While this argument is most conclusive, and plainly shows that miraculous agency must have been employed, and that to a great extent in primitive times, it must not be imagined that all methods of propagating Christianity apart from miracles are vain. At the time that Dr Campbell wrote, little had been attempted by the Protestant church towards the diffusion of the gospel. Since then various efforts have been made, and with very encouraging success, in different parts of the heathen world. Still, even where most successful, the contrast between primitive and present results is such as must convince every impartial mind that there were influences at work in the former, which we cannot command in the latter. In other words, that God revealed himself to the primitive teachers in miraculous power.-EDITOR.

THE

TRUTH OF THE GOSPEL DEMONSTRATED

FROM THE

CHARACTER OF GOD MANIFESTED IN THE ATONEMENT;

A LETTER TO MR RICHARD CARLILE,

BY

ALEXANDER CARSON.

THE last Tract on the Evidences, to which I shall call the attention of the reader, is entitled, The Truth of the Gospel Demonstrated from the Character of God Manifested in the Atonement; a Letter to Mr Richard Carlile, by Alexander Carson, 1820. The author of this most excellent Tract, is, as I have already noticed, a Dissenting minister in Ireland. He is favourably known to the Christian world, by his able services in the Apocrypha controversy; his exposure of German Neology, and his vindication of the law of Christ, in the matter of tribute paying. The person to whom his letter is addressed, is the unhappy Richard Carlile, who has for many years laboured assiduously, and but too successfully, through the press and the print shop, to spread the poison of unblushing infidelity. While, like Mr CARSON, I pity the man from the bottom of my

soul, I cannot at the same time help strongly condemning him, and charging guilt home upon his conscience. It is not by mere commiseration that infidels are to be reclaimed. Scripture condemns them as loving the darkness in preference to the light, and this should be held prominently before them.

One great charm of Mr CARSON's paper is, that it contains a clear declaration of the gospel method of salvation; and proves that the gospel itself supplies one of the best evidences of its own Divinity. Many works on the Evidences do not proceed so far. They may be said to be limited to externals. At least they never venture on the experimental. As far as they go they are conclusive, and render men inexcusable; but they do not go far enough; and by not bringing out the peculiar doctrines of the gospel, they lose a great part of their proof of the Divine origin of the Scriptures.
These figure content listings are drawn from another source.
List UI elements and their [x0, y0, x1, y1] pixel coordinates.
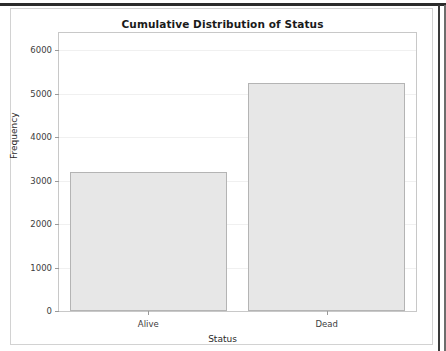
y-tick-mark — [55, 224, 59, 225]
y-tick-mark — [55, 268, 59, 269]
bar-alive[interactable] — [70, 172, 227, 311]
window-chrome-top-band — [0, 3, 446, 6]
x-tick-mark — [148, 311, 149, 315]
chart-title: Cumulative Distribution of Status — [11, 18, 434, 30]
bar-dead[interactable] — [248, 83, 405, 311]
x-tick-label-dead: Dead — [316, 319, 338, 329]
chart-figure-panel: Cumulative Distribution of Status Freque… — [10, 8, 433, 345]
window-chrome-right-edge — [438, 5, 440, 351]
y-tick-label: 3000 — [30, 176, 52, 186]
y-tick-label: 0 — [47, 306, 52, 316]
y-tick-mark — [55, 50, 59, 51]
x-axis-title: Status — [11, 334, 434, 344]
x-tick-mark — [327, 311, 328, 315]
y-tick-mark — [55, 137, 59, 138]
y-axis-title: Frequency — [9, 113, 19, 160]
gridline — [59, 50, 416, 51]
plot-area: 0100020003000400050006000 AliveDead — [58, 32, 417, 312]
y-tick-label: 2000 — [30, 219, 52, 229]
y-tick-mark — [55, 181, 59, 182]
y-tick-label: 6000 — [30, 45, 52, 55]
y-tick-label: 4000 — [30, 132, 52, 142]
x-tick-label-alive: Alive — [138, 319, 159, 329]
y-tick-mark — [55, 94, 59, 95]
y-tick-label: 5000 — [30, 89, 52, 99]
y-tick-label: 1000 — [30, 263, 52, 273]
y-tick-mark — [55, 311, 59, 312]
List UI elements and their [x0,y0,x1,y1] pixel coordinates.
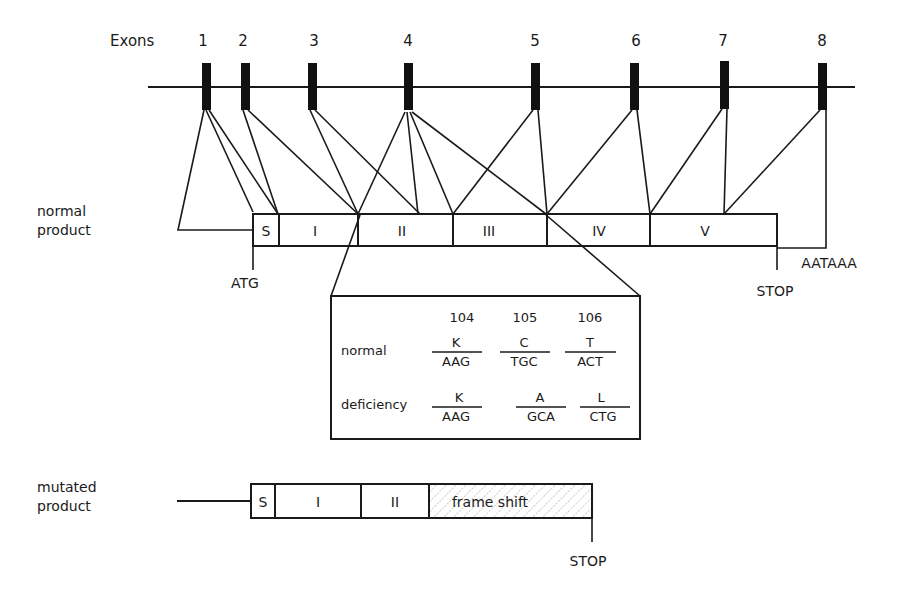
exon-block-8 [818,63,827,110]
codon: AAG [442,409,470,424]
segment-iv: IV [592,223,606,239]
exons-label: Exons [110,32,155,50]
exon-blocks [202,61,827,110]
segment-i: I [313,223,317,239]
exon-number-8: 8 [817,32,827,50]
codon: CTG [589,409,616,424]
codon: AAG [442,354,470,369]
codon: GCA [527,409,555,424]
segment-v: V [700,223,710,239]
segment-s: S [262,223,271,239]
codon: ACT [577,354,603,369]
normal-product-label-line1: normal [37,203,86,219]
exon-number-2: 2 [238,32,248,50]
exon-numbers: 1 2 3 4 5 6 7 8 [198,32,827,50]
mutated-product-label-line2: product [37,498,91,514]
amino-acid: L [597,390,605,405]
exon-block-7 [720,61,729,109]
mutated-segment-ii: II [391,494,399,510]
codon-positions: 104 105 106 [450,310,603,325]
polya-label: AATAAA [801,255,857,271]
mutated-stop-label: STOP [570,553,607,569]
segment-ii: II [398,223,406,239]
mutated-product-bar: S I II frame shift [251,484,592,518]
amino-acid: A [536,390,545,405]
mutated-segment-s: S [259,494,268,510]
exon-number-3: 3 [309,32,319,50]
exon-block-3 [308,63,317,110]
frameshift-label: frame shift [452,494,529,510]
stop-label: STOP [757,283,794,299]
normal-product-bar: S I II III IV V [253,214,777,246]
mutated-product-label-line1: mutated [37,479,97,495]
normal-product-outline [253,214,777,246]
exon-block-5 [531,63,540,110]
segment-iii: III [483,223,495,239]
amino-acid: C [519,335,528,350]
position-104: 104 [450,310,475,325]
atg-label: ATG [231,275,259,291]
normal-product-label-line2: product [37,222,91,238]
codon: TGC [509,354,537,369]
exon-block-1 [202,63,211,110]
row-label-deficiency: deficiency [341,397,408,412]
exon-number-6: 6 [631,32,641,50]
position-106: 106 [578,310,603,325]
position-105: 105 [513,310,538,325]
amino-acid: K [455,390,464,405]
amino-acid: K [452,335,461,350]
amino-acid: T [585,335,594,350]
row-label-normal: normal [341,343,387,358]
mutated-segment-i: I [316,494,320,510]
exon-number-7: 7 [718,32,728,50]
exon-block-6 [630,63,639,110]
exon-number-4: 4 [403,32,413,50]
exon-block-2 [241,63,250,110]
diagram-canvas: Exons 1 2 3 4 5 6 7 8 [0,0,900,598]
exon-number-5: 5 [530,32,540,50]
exon-number-1: 1 [198,32,208,50]
exon-block-4 [404,63,413,110]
To a man who understands and receives the gospel into his own heart, there is no evidence half so satisfactory, as just its adaptation to his circumstances and necessities as a fallen creature; but without actually experiencing this, one may see such beauty and harmony in the character of God set forth in the gospel, as shall convince him it could not have originated with man, but must have come from heaven. This is the view of the Evidences which Mr CARSON's letter presents; and, rightly understood, it is more wonderful than the morality of the Scriptures, which Rousseau confessed touched his heart. It is interesting to observe, that writers on the evidences are dwelling more and more upon the Gospel itself, as a proof of the Divinity of Christianity. The Rev. Dr Chalmers, and Robert Haldane, Esq, in their valuable works on the Evidences, may be mentioned as peculiarly distinguished in this department of the Christian Proof.